The Bigness of Small Poems – # 5 in a Series – Patrick Lane

Canadian Poet patrick Lane

Canadian Poet Patrick Lane

The White Box

In the white box
you keep hidden away
a white salamander
waits with a flame
in his small hands.

How bright the fire! 
How long his breath
has kept it alive.
But the box is closed.
Why do you keep it closed?

Patrick Lane (1939 - ) from The Collected Poems of Patrick Lane, Harbour Publishing, 2011

Patrick Lane needs little introduction in these pages where I have highlighted his poems frequently! Mentor, teacher, prolific Canadian poet with a career that now spans more than fifty five years, Lane is an important poet not just in Canada but in the world.

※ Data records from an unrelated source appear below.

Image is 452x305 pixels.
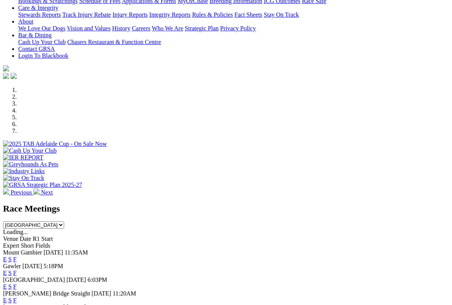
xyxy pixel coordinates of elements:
img: Greyhounds As Pets [3,161,59,168]
a: Bar & Dining [18,32,52,38]
a: Next [33,189,53,196]
h2: Race Meetings [3,204,449,214]
a: Previous [3,189,33,196]
a: Rules & Policies [192,11,233,18]
a: Privacy Policy [220,25,256,32]
a: Who We Are [152,25,183,32]
a: About [18,18,33,25]
img: twitter.svg [11,73,17,79]
a: E [3,270,7,276]
span: Next [41,189,53,196]
span: Short [21,242,34,249]
a: Stewards Reports [18,11,61,18]
img: logo-grsa-white.png [3,65,9,71]
a: Careers [132,25,150,32]
span: 6:03PM [88,277,108,283]
a: Care & Integrity [18,5,59,11]
a: F [13,270,17,276]
a: Integrity Reports [149,11,191,18]
a: S [8,256,12,262]
span: Date [20,236,31,242]
a: E [3,283,7,290]
span: Gawler [3,263,21,269]
a: S [8,283,12,290]
a: E [3,256,7,262]
a: Track Injury Rebate [62,11,111,18]
a: F [13,283,17,290]
img: Industry Links [3,168,45,175]
a: Vision and Values [67,25,111,32]
span: [PERSON_NAME] Bridge Straight [3,290,90,297]
span: 11:35AM [65,249,88,256]
a: F [13,297,17,304]
a: We Love Our Dogs [18,25,65,32]
img: 2025 TAB Adelaide Cup - On Sale Now [3,141,107,147]
span: Loading... [3,229,28,235]
span: Previous [11,189,32,196]
img: Cash Up Your Club [3,147,57,154]
a: Chasers Restaurant & Function Centre [67,39,161,45]
a: Cash Up Your Club [18,39,66,45]
span: R1 Start [33,236,53,242]
img: facebook.svg [3,73,9,79]
span: [DATE] [92,290,111,297]
img: IER REPORT [3,154,43,161]
span: Mount Gambier [3,249,42,256]
span: Expert [3,242,19,249]
a: Stay On Track [264,11,299,18]
a: Contact GRSA [18,46,55,52]
a: Fact Sheets [235,11,262,18]
img: GRSA Strategic Plan 2025-27 [3,182,82,188]
span: [DATE] [44,249,63,256]
a: F [13,256,17,262]
span: Fields [35,242,50,249]
div: Care & Integrity [18,11,449,18]
img: chevron-right-pager-white.svg [33,188,40,194]
span: [DATE] [66,277,86,283]
div: About [18,25,449,32]
span: [GEOGRAPHIC_DATA] [3,277,65,283]
a: E [3,297,7,304]
a: History [112,25,130,32]
span: 5:18PM [44,263,63,269]
a: S [8,297,12,304]
div: Bar & Dining [18,39,449,46]
span: 11:20AM [113,290,136,297]
span: [DATE] [22,263,42,269]
a: Injury Reports [112,11,148,18]
img: chevron-left-pager-white.svg [3,188,9,194]
a: Login To Blackbook [18,52,68,59]
a: Strategic Plan [185,25,219,32]
span: Venue [3,236,18,242]
img: Stay On Track [3,175,44,182]
a: S [8,270,12,276]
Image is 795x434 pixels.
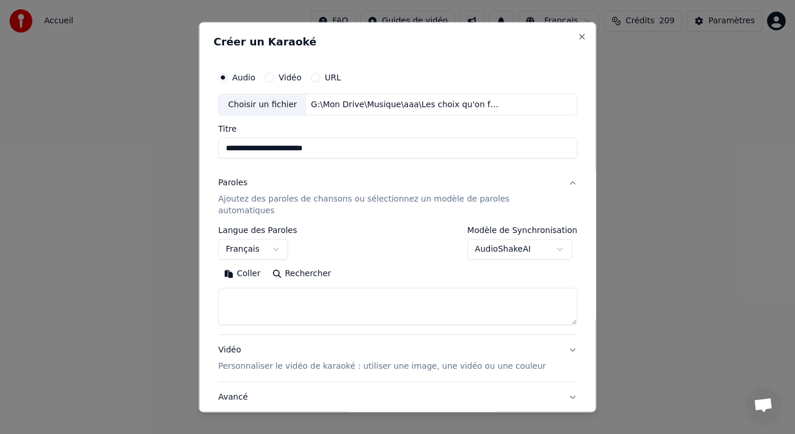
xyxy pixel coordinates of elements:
div: Paroles [218,177,247,189]
div: Vidéo [218,344,546,372]
button: Rechercher [266,264,337,283]
div: G:\Mon Drive\Musique\aaa\Les choix qu'on fait\Nos routes qui s’inventent - Sortie.mp3 [306,98,504,110]
label: Titre [218,125,578,133]
label: Audio [232,73,256,81]
button: Avancé [218,382,578,412]
p: Personnaliser le vidéo de karaoké : utiliser une image, une vidéo ou une couleur [218,360,546,372]
button: Coller [218,264,267,283]
div: ParolesAjoutez des paroles de chansons ou sélectionnez un modèle de paroles automatiques [218,226,578,334]
label: Modèle de Synchronisation [467,226,577,234]
label: URL [325,73,341,81]
button: ParolesAjoutez des paroles de chansons ou sélectionnez un modèle de paroles automatiques [218,168,578,226]
p: Ajoutez des paroles de chansons ou sélectionnez un modèle de paroles automatiques [218,193,559,217]
div: Choisir un fichier [219,94,306,115]
button: VidéoPersonnaliser le vidéo de karaoké : utiliser une image, une vidéo ou une couleur [218,335,578,381]
label: Vidéo [278,73,301,81]
label: Langue des Paroles [218,226,297,234]
h2: Créer un Karaoké [214,36,582,47]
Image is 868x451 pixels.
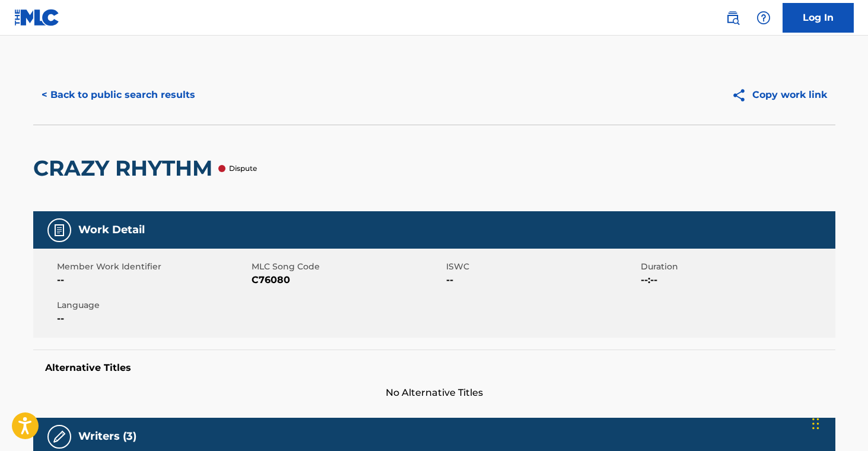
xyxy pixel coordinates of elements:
[641,272,833,287] span: --:--
[251,272,443,287] span: C76080
[251,260,443,272] span: MLC Song Code
[782,3,854,33] a: Log In
[752,6,776,30] div: Help
[809,393,868,451] iframe: Chat Widget
[57,260,249,272] span: Member Work Identifier
[723,80,835,109] button: Copy work link
[57,272,249,287] span: --
[52,223,67,237] img: Work Detail
[33,155,218,181] h2: CRAZY RHYTHM
[812,406,819,441] div: Drag
[641,260,833,272] span: Duration
[731,88,753,103] img: Copy work link
[45,361,824,374] h5: Alternative Titles
[78,223,145,236] h5: Work Detail
[33,385,835,400] span: No Alternative Titles
[57,311,249,326] span: --
[726,11,740,25] img: search
[52,430,67,444] img: Writers
[33,80,203,109] button: < Back to public search results
[446,260,638,272] span: ISWC
[229,163,257,174] p: Dispute
[721,6,744,30] a: Public Search
[14,9,60,26] img: MLC Logo
[446,272,638,287] span: --
[78,430,137,443] h5: Writers (3)
[757,11,771,25] img: help
[57,299,249,311] span: Language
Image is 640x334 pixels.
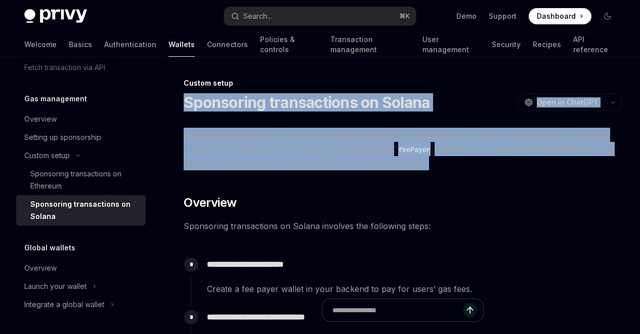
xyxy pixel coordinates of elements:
a: Security [492,32,521,57]
a: Overview [16,259,146,277]
img: dark logo [24,9,87,23]
span: Overview [184,194,236,211]
h5: Gas management [24,93,87,105]
a: Authentication [104,32,156,57]
a: Dashboard [529,8,592,24]
span: Create a fee payer wallet in your backend to pay for users’ gas fees. [207,281,622,296]
h1: Sponsoring transactions on Solana [184,93,430,111]
span: Open in ChatGPT [537,97,599,107]
a: User management [423,32,480,57]
div: Launch your wallet [24,280,87,292]
input: Ask a question... [333,299,463,321]
button: Send message [463,303,477,317]
a: Connectors [207,32,248,57]
a: Setting up sponsorship [16,128,146,146]
div: Overview [24,113,57,125]
div: Custom setup [24,149,70,161]
button: Toggle Launch your wallet section [16,277,146,295]
span: Sponsoring transactions on Solana involves the following steps: [184,219,622,233]
button: Toggle Custom setup section [16,146,146,165]
div: Integrate a global wallet [24,298,104,310]
a: Policies & controls [260,32,318,57]
a: Sponsoring transactions on Solana [16,195,146,225]
a: Basics [69,32,92,57]
h5: Global wallets [24,241,75,254]
div: Custom setup [184,78,622,88]
a: Welcome [24,32,57,57]
button: Open search [224,7,416,25]
a: Overview [16,110,146,128]
button: Toggle dark mode [600,8,616,24]
a: Transaction management [331,32,411,57]
button: Open in ChatGPT [518,94,605,111]
a: Wallets [169,32,195,57]
span: With embedded wallets, your app can sponsor gas fees for transactions on Solana, allowing users t... [184,128,622,170]
button: Toggle Integrate a global wallet section [16,295,146,313]
div: Sponsoring transactions on Ethereum [30,168,140,192]
div: Overview [24,262,57,274]
a: API reference [574,32,616,57]
div: Search... [243,10,272,22]
a: Recipes [533,32,561,57]
div: Setting up sponsorship [24,131,101,143]
div: Sponsoring transactions on Solana [30,198,140,222]
span: ⌘ K [399,12,410,20]
a: Demo [457,11,477,21]
a: Sponsoring transactions on Ethereum [16,165,146,195]
code: feePayer [394,144,435,155]
span: Dashboard [537,11,576,21]
a: Support [489,11,517,21]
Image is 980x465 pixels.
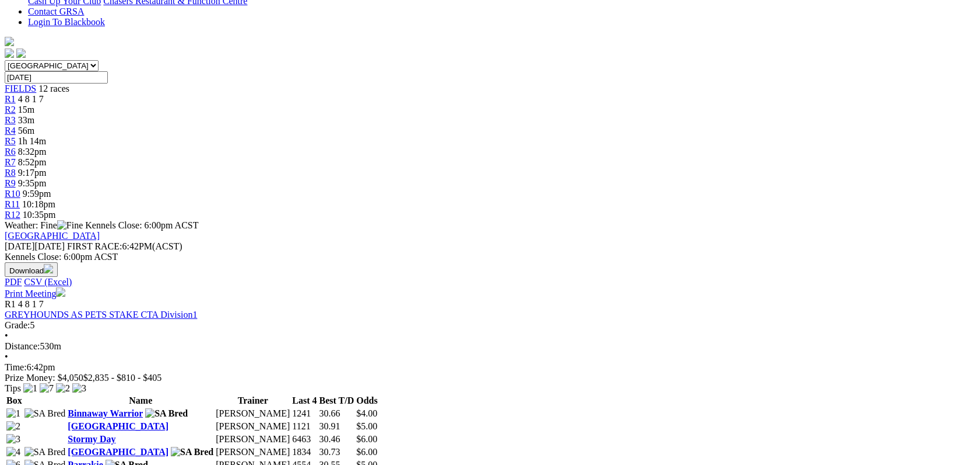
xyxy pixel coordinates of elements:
[24,277,72,287] a: CSV (Excel)
[291,420,317,432] td: 1121
[67,408,143,418] a: Binnaway Warrior
[5,49,14,58] img: facebook.svg
[356,395,378,406] th: Odds
[67,421,169,431] a: [GEOGRAPHIC_DATA]
[5,178,16,188] a: R9
[72,383,87,393] img: 3
[319,408,355,419] td: 30.66
[5,383,21,393] span: Tips
[67,434,115,444] a: Stormy Day
[5,277,21,287] a: PDF
[357,434,377,444] span: $6.00
[5,320,30,329] span: Grade:
[25,408,65,419] img: SA Bred
[18,125,34,136] span: 56m
[67,395,214,406] th: Name
[291,408,317,419] td: 1241
[85,220,198,230] span: Kennels Close: 6:00pm ACST
[18,157,47,167] span: 8:52pm
[5,83,36,93] a: FIELDS
[319,420,355,432] td: 30.91
[40,383,53,393] img: 7
[291,433,317,445] td: 6463
[67,241,122,251] span: FIRST RACE:
[215,433,290,445] td: [PERSON_NAME]
[6,395,22,405] span: Box
[23,383,37,393] img: 1
[43,264,53,273] img: download.svg
[5,104,16,114] a: R2
[357,421,377,431] span: $5.00
[171,447,214,457] img: SA Bred
[357,408,377,418] span: $4.00
[5,136,16,146] a: R5
[6,421,20,431] img: 2
[56,287,65,296] img: printer.svg
[5,94,16,104] a: R1
[23,209,56,220] span: 10:35pm
[18,115,34,125] span: 33m
[357,447,377,457] span: $6.00
[5,262,58,277] button: Download
[146,408,188,419] img: SA Bred
[5,373,975,383] div: Prize Money: $4,050
[5,168,16,177] a: R8
[28,6,84,17] a: Contact GRSA
[5,37,14,46] img: logo-grsa-white.png
[67,241,183,251] span: 6:42PM(ACST)
[5,277,975,287] div: Download
[18,104,34,114] span: 15m
[5,289,65,298] a: Print Meeting
[39,83,69,93] span: 12 races
[5,209,20,220] a: R12
[18,299,43,309] span: 4 8 1 7
[215,395,290,406] th: Trainer
[18,178,47,188] span: 9:35pm
[5,157,16,167] a: R7
[5,147,16,157] a: R6
[5,241,35,251] span: [DATE]
[18,147,47,157] span: 8:32pm
[5,71,108,83] input: Select date
[319,433,355,445] td: 30.46
[5,362,975,373] div: 6:42pm
[291,395,317,406] th: Last 4
[5,199,20,209] span: R11
[5,330,8,340] span: •
[5,340,40,351] span: Distance:
[6,408,20,419] img: 1
[291,446,317,458] td: 1834
[5,231,100,241] a: [GEOGRAPHIC_DATA]
[215,408,290,419] td: [PERSON_NAME]
[5,362,27,372] span: Time:
[18,168,47,177] span: 9:17pm
[17,49,26,58] img: twitter.svg
[6,434,20,444] img: 3
[215,420,290,432] td: [PERSON_NAME]
[5,252,975,262] div: Kennels Close: 6:00pm ACST
[25,447,65,457] img: SA Bred
[5,115,16,125] a: R3
[23,188,52,198] span: 9:59pm
[5,125,16,136] a: R4
[5,299,16,309] span: R1
[6,447,20,457] img: 4
[83,373,162,382] span: $2,835 - $810 - $405
[319,395,355,406] th: Best T/D
[57,220,83,231] img: Fine
[18,136,46,146] span: 1h 14m
[5,320,975,330] div: 5
[5,241,65,251] span: [DATE]
[5,188,20,198] a: R10
[18,94,43,104] span: 4 8 1 7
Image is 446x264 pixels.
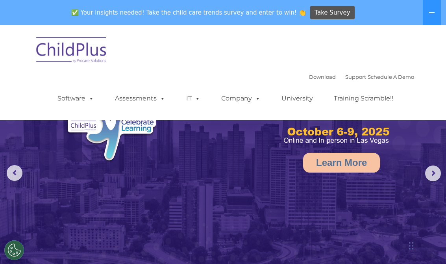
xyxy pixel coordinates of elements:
[346,74,366,80] a: Support
[50,91,102,106] a: Software
[107,91,173,106] a: Assessments
[315,6,350,20] span: Take Survey
[409,234,414,258] div: Drag
[303,153,380,173] a: Learn More
[314,179,446,264] iframe: Chat Widget
[309,74,414,80] font: |
[326,91,401,106] a: Training Scramble!!
[178,91,208,106] a: IT
[4,240,24,260] button: Cookies Settings
[214,91,269,106] a: Company
[368,74,414,80] a: Schedule A Demo
[309,74,336,80] a: Download
[32,32,111,71] img: ChildPlus by Procare Solutions
[310,6,355,20] a: Take Survey
[68,5,309,20] span: ✅ Your insights needed! Take the child care trends survey and enter to win! 👏
[274,91,321,106] a: University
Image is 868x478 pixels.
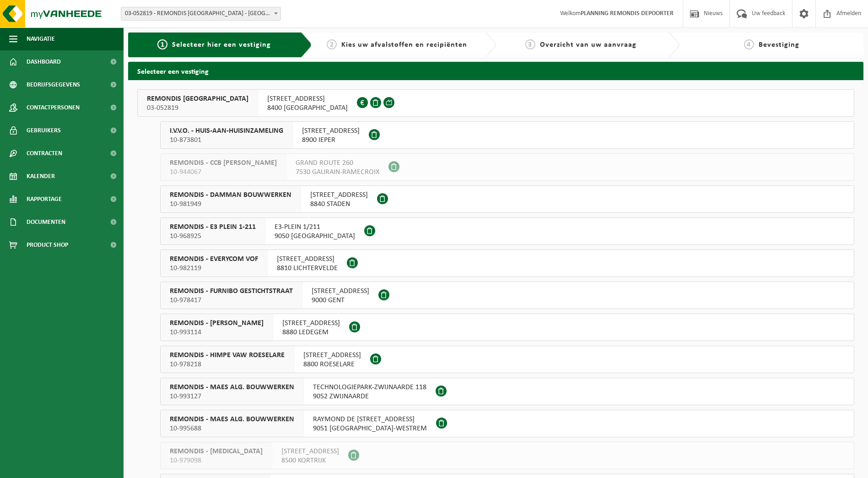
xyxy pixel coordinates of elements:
span: REMONDIS - HIMPE VAW ROESELARE [170,351,285,359]
span: 9000 GENT [311,295,369,305]
span: I.V.V.O. - HUIS-AAN-HUISINZAMELING [170,126,283,136]
span: 7530 GAURAIN-RAMECROIX [295,168,379,176]
span: TECHNOLOGIEPARK-ZWIJNAARDE 118 [313,383,426,391]
span: Bevestiging [759,41,799,48]
span: 10-995688 [170,423,294,433]
span: Navigatie [26,27,55,50]
span: [STREET_ADDRESS] [281,447,339,455]
span: 8840 STADEN [310,200,368,208]
span: REMONDIS - [PERSON_NAME] [170,319,264,327]
span: 4 [744,40,754,49]
span: 8400 [GEOGRAPHIC_DATA] [267,104,348,112]
span: 8800 ROESELARE [303,359,361,369]
button: REMONDIS - EVERYCOM VOF 10-982119 [STREET_ADDRESS]8810 LICHTERVELDE [160,249,854,277]
span: 10-944067 [170,168,277,176]
span: 03-052819 [147,104,249,112]
button: REMONDIS - E3 PLEIN 1-211 10-968925 E3-PLEIN 1/2119050 [GEOGRAPHIC_DATA] [160,218,854,245]
span: E3-PLEIN 1/211 [274,223,355,232]
button: REMONDIS - MAES ALG. BOUWWERKEN 10-995688 RAYMOND DE [STREET_ADDRESS]9051 [GEOGRAPHIC_DATA]-WESTREM [160,409,854,437]
span: Bedrijfsgegevens [26,74,80,96]
span: 8810 LICHTERVELDE [277,264,337,272]
span: Kalender [26,165,55,188]
h2: Selecteer een vestiging [128,62,863,79]
span: 2 [326,40,336,49]
span: 10-982119 [170,264,258,272]
span: [STREET_ADDRESS] [311,287,369,295]
span: Rapportage [26,188,62,210]
span: GRAND ROUTE 260 [295,158,379,168]
span: Selecteer hier een vestiging [172,41,270,48]
span: 10-968925 [170,232,255,240]
span: Overzicht van uw aanvraag [540,41,636,48]
span: 8880 LEDEGEM [282,327,340,337]
span: 3 [525,40,535,49]
span: REMONDIS [GEOGRAPHIC_DATA] [147,94,249,104]
span: REMONDIS - MAES ALG. BOUWWERKEN [170,415,294,423]
span: 10-978417 [170,295,293,305]
button: REMONDIS - FURNIBO GESTICHTSTRAAT 10-978417 [STREET_ADDRESS]9000 GENT [160,281,854,309]
span: 8500 KORTRIJK [281,455,339,465]
span: REMONDIS - MAES ALG. BOUWWERKEN [170,383,294,391]
span: Kies uw afvalstoffen en recipiënten [341,41,467,48]
span: 9050 [GEOGRAPHIC_DATA] [274,232,355,240]
button: I.V.V.O. - HUIS-AAN-HUISINZAMELING 10-873801 [STREET_ADDRESS]8900 IEPER [160,122,854,149]
span: REMONDIS - [MEDICAL_DATA] [170,447,263,455]
span: [STREET_ADDRESS] [302,126,359,136]
span: [STREET_ADDRESS] [277,255,337,264]
button: REMONDIS - [PERSON_NAME] 10-993114 [STREET_ADDRESS]8880 LEDEGEM [160,313,854,341]
span: Contracten [26,141,62,165]
span: 1 [157,40,168,49]
span: [STREET_ADDRESS] [303,351,361,359]
span: Contactpersonen [26,96,79,119]
span: [STREET_ADDRESS] [310,190,368,200]
span: 10-981949 [170,200,291,208]
span: 03-052819 - REMONDIS WEST-VLAANDEREN - OOSTENDE [122,8,280,20]
span: 03-052819 - REMONDIS WEST-VLAANDEREN - OOSTENDE [121,7,281,21]
button: REMONDIS - MAES ALG. BOUWWERKEN 10-993127 TECHNOLOGIEPARK-ZWIJNAARDE 1189052 ZWIJNAARDE [160,377,854,404]
span: 10-978218 [170,359,285,369]
span: Dashboard [26,50,61,74]
span: REMONDIS - DAMMAN BOUWWERKEN [170,190,291,200]
span: [STREET_ADDRESS] [282,319,340,327]
span: REMONDIS - EVERYCOM VOF [170,255,258,264]
span: 9051 [GEOGRAPHIC_DATA]-WESTREM [313,423,427,433]
button: REMONDIS [GEOGRAPHIC_DATA] 03-052819 [STREET_ADDRESS]8400 [GEOGRAPHIC_DATA] [138,90,854,117]
span: 10-993127 [170,391,294,401]
span: REMONDIS - E3 PLEIN 1-211 [170,223,255,232]
span: [STREET_ADDRESS] [267,94,348,104]
button: REMONDIS - DAMMAN BOUWWERKEN 10-981949 [STREET_ADDRESS]8840 STADEN [160,186,854,213]
span: 10-873801 [170,136,283,144]
span: Documenten [26,210,65,233]
span: 8900 IEPER [302,136,359,144]
span: 10-993114 [170,327,264,337]
span: REMONDIS - CCB [PERSON_NAME] [170,158,277,168]
strong: PLANNING REMONDIS DEPOORTER [581,10,673,17]
span: Gebruikers [26,119,61,141]
button: REMONDIS - HIMPE VAW ROESELARE 10-978218 [STREET_ADDRESS]8800 ROESELARE [160,345,854,373]
span: 10-979098 [170,455,263,465]
span: RAYMOND DE [STREET_ADDRESS] [313,415,427,423]
span: Product Shop [26,233,68,256]
span: REMONDIS - FURNIBO GESTICHTSTRAAT [170,287,293,295]
span: 9052 ZWIJNAARDE [313,391,426,401]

When I think of Lane I think most often about his long narrative poems. So it it gives me pleasure to profile a small lyrical poem of his. This one so reflective and confronting. In this way it reminds me of American poet Charles Bukowski’s poem, Bluebird. The image (salamander for Lane, bluebird for Bukowski) of the essence of us we keep hidden. Give it just enough to keep it alive and no more!

Lane, a recovering alcoholic who is very public about his addiction and recovery, has opened his white box so we all can see that flame burning bright in the salamander’s hands. My question today is this: have I opened my box? Have you opened yours?